Obviously, the risk of a supply disruption, whether in Saudi Arabia, Iran or Iraq is one reason why oil prices are high.

But I suspect that the causality runs both ways.

Iran has more cash to spend on everything, including on its nuclear program, when oil is high

And with supplies tight, Iran knows that it will have no trouble selling its oil and gas even if it (eventually) goes nuclear, or stops just short.   The fact that oil is fungible commodity works in Iran's favor. If it sells at even a tiny discount, there is an economic incentive to buy the oil even of a state under sanctions.  That is one lesson of Iraq from 1991-2002.

Not to mention that China and India seem to more than willing to do business with Iran even without a discount.

There is not (yet?) consensus to refer Iran's nuclear program to the Security Council, but should that happen, it will be interesting to see how China defines its interests.

A truly effective sanctions regime - at least it seems to me - would have to extend beyond Europe.   The sanction that would really hurt Iran - a global agreement not to buy its oil - is obviously unviable.   The sanctions that are most often discussed (restrictions on Iran's ability to import European goods) are likely to lose force over time as more and more of the goods Iran wants can be produced in China and India.

Not to mention the fact that if Iran's oil exports were unchanged and its imports of European consumer goods and say European aircraft fell, it would - from a balance of payments point of view - have more money to spend buying nuclear components ...
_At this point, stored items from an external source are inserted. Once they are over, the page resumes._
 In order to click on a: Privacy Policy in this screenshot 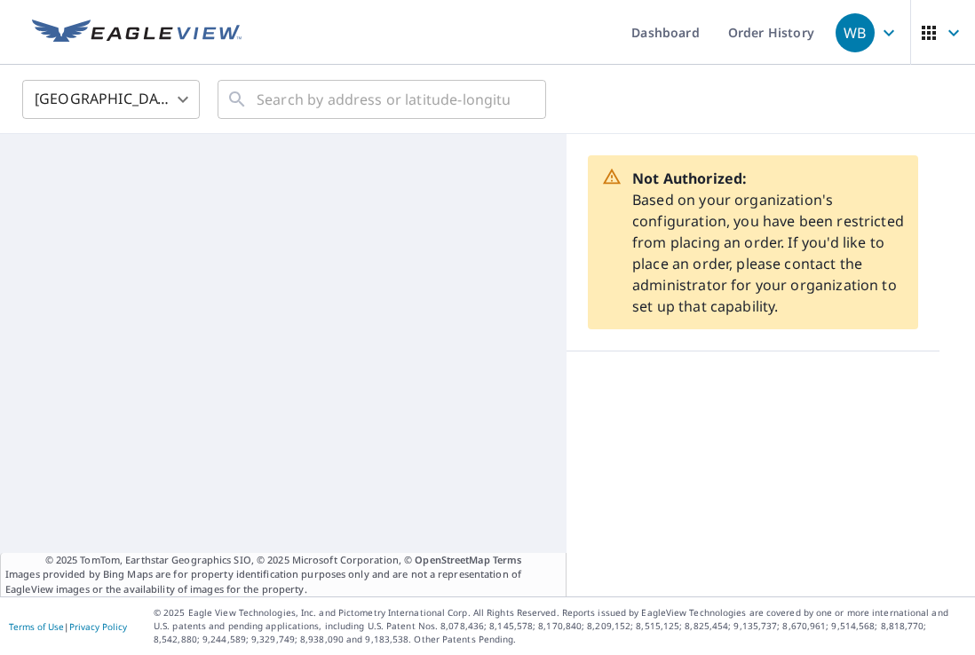, I will do `click(98, 627)`.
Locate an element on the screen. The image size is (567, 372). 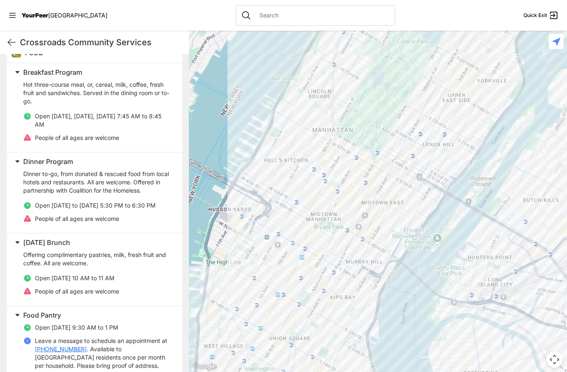
span: YourPeer is located at coordinates (35, 15).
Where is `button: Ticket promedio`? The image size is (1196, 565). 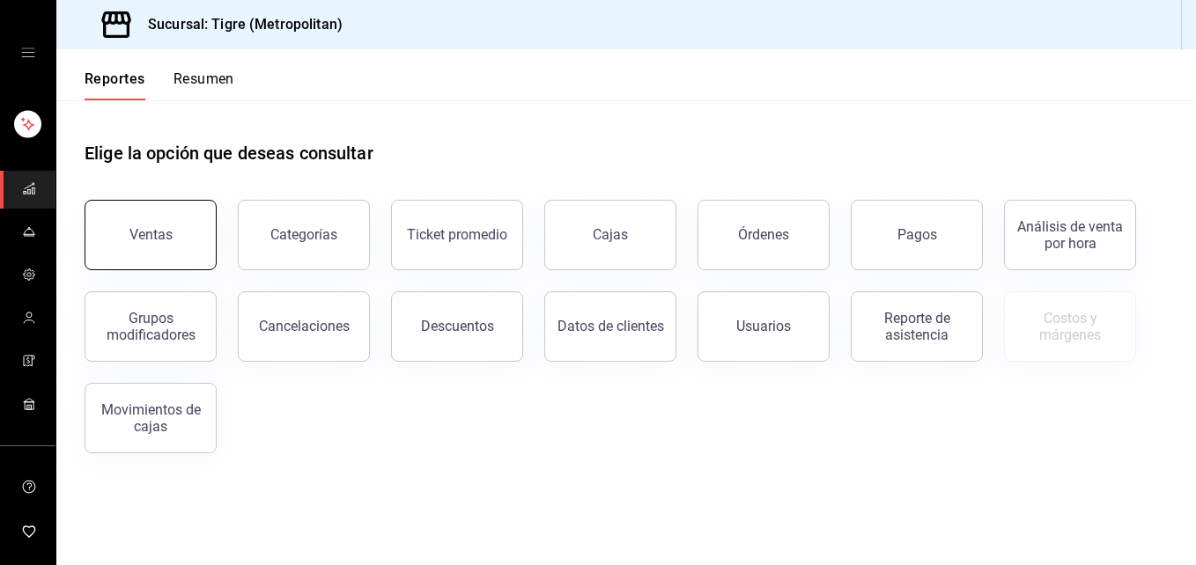
button: Ticket promedio is located at coordinates (457, 235).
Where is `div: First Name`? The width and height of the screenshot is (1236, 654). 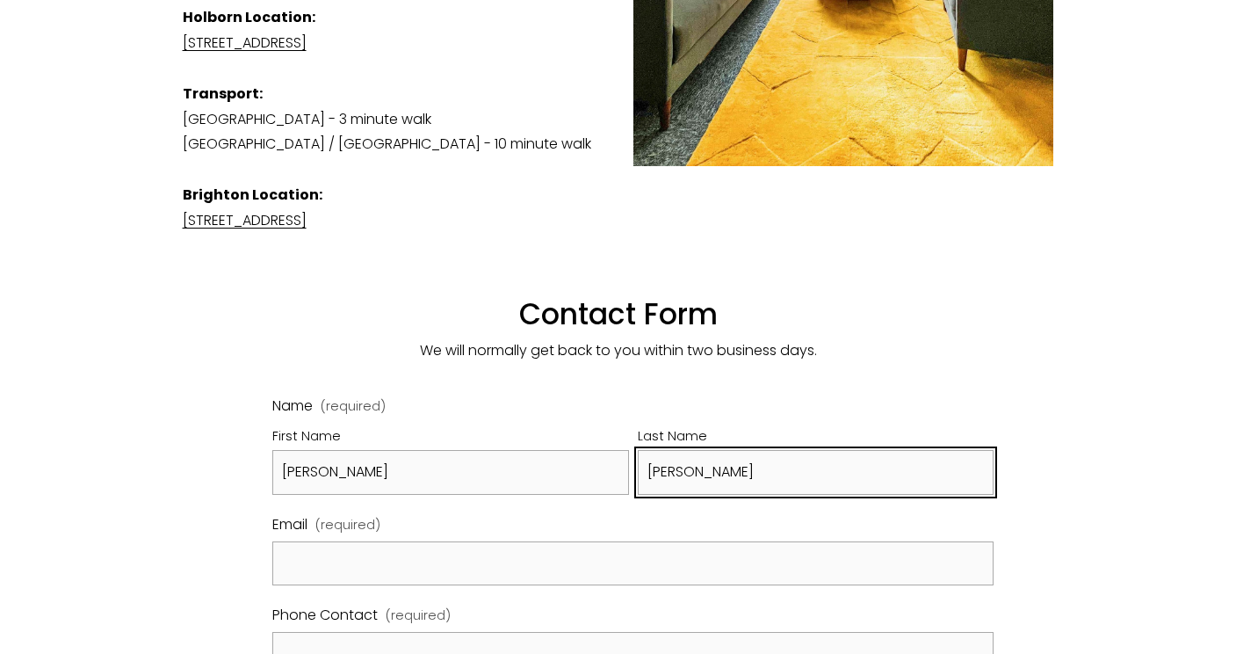 div: First Name is located at coordinates (450, 438).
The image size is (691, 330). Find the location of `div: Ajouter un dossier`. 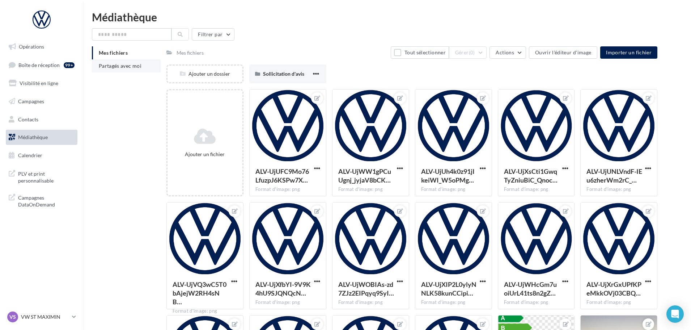

div: Ajouter un dossier is located at coordinates (205, 74).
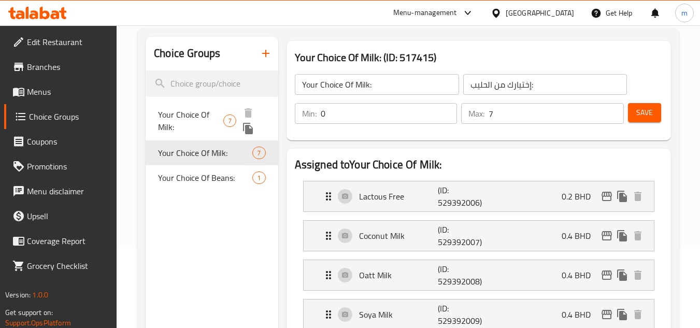 The height and width of the screenshot is (328, 700). What do you see at coordinates (61, 191) in the screenshot?
I see `a: Menu disclaimer` at bounding box center [61, 191].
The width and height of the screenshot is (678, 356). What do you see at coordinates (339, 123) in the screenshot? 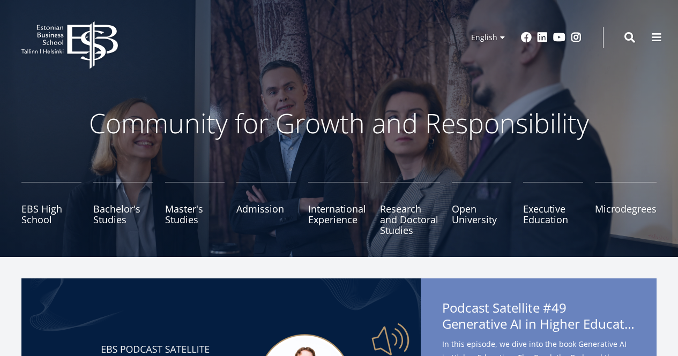
I see `p: Community for Growth and Responsibility` at bounding box center [339, 123].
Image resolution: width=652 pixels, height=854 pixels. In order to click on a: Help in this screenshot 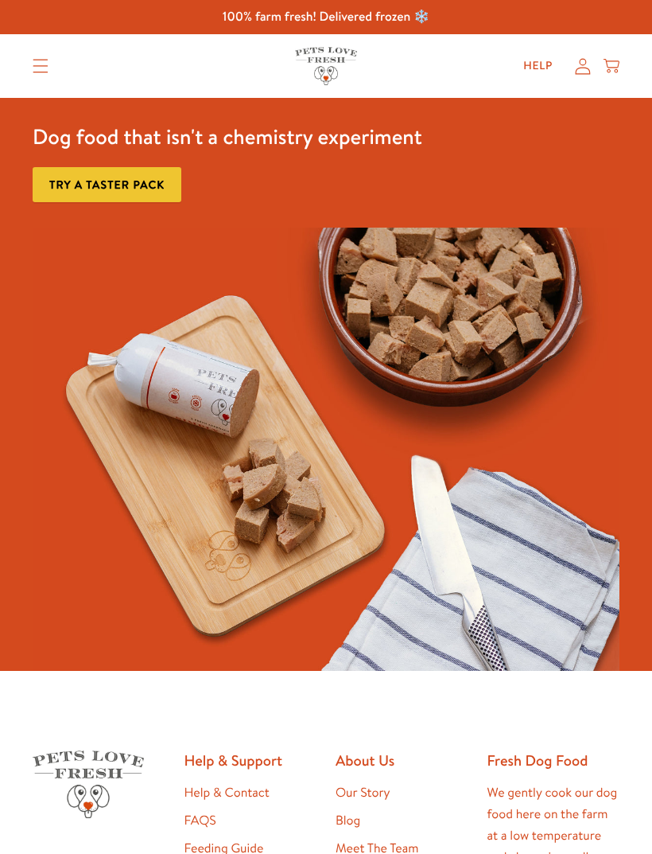, I will do `click(538, 66)`.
With global oil supplies tight, the economic consequences of taking Iranian oil off the market are completely clear.   Oil is at $60 even with Iran producing all out; that implies that if Iran's production is taken out of the market, prices would go even higher (See Philip Verleger's analysis in this old Ignatius column ).   There are no potential ways to make up 4 million barrels a day, or even 2 million barrels a day.

Who knows, oil might even top $105 a barrel.

And that fact probably limits the United States' (Dick Cheney's ?) options, as does the fact that the US military is rather overstretched right now.   Bush certainly could have taken a harder line today.  Remember, if Rumsfeld is right, the US has more than one reason to be upset with Iran right now.

Update: this Quentin Peel column helps explain the passion that my comments brought forth.
 

Yet the US faces a dilemma throughout the region. There are no nice democracies. Does Washington seek to foment more regime changes, along the lines of the Orange revolution in Ukraine, or the Tulip version in Kyrgyzstan, and risk far greater instability, or does it learn to live with the devils it knows? In both Kazakhstan, on Mr Karimov's northern border, and in Azerbaijan, on the other side of the Caspian Sea, two oil-rich countries have undemocratic rulers trying to resist reform. The US cannot quite decide which side it is on.

Tolerating friendly dictators had its place in the cold war. The habit dies hard. Yet according to an excellent new collection of essays on American exceptionalism*, having double standards is hard-wired into US foreign policy. It is a consequence of the "messianic" tradition of seeking to export American values, such as democracy, while still seeking to pick allies.

It is not just a matter of having double standards for others - such as the willingness to forgive India, Israel and Pakistan for having nuclear weapons while demonising Iran and North Korea. It includes promoting international norms and standards of behaviour that the US is not itself prepared to observe. That is the essence of US exceptionalism. And the trouble is that it undermines the whole campaign to export US values that is at the heart of this Bush administration.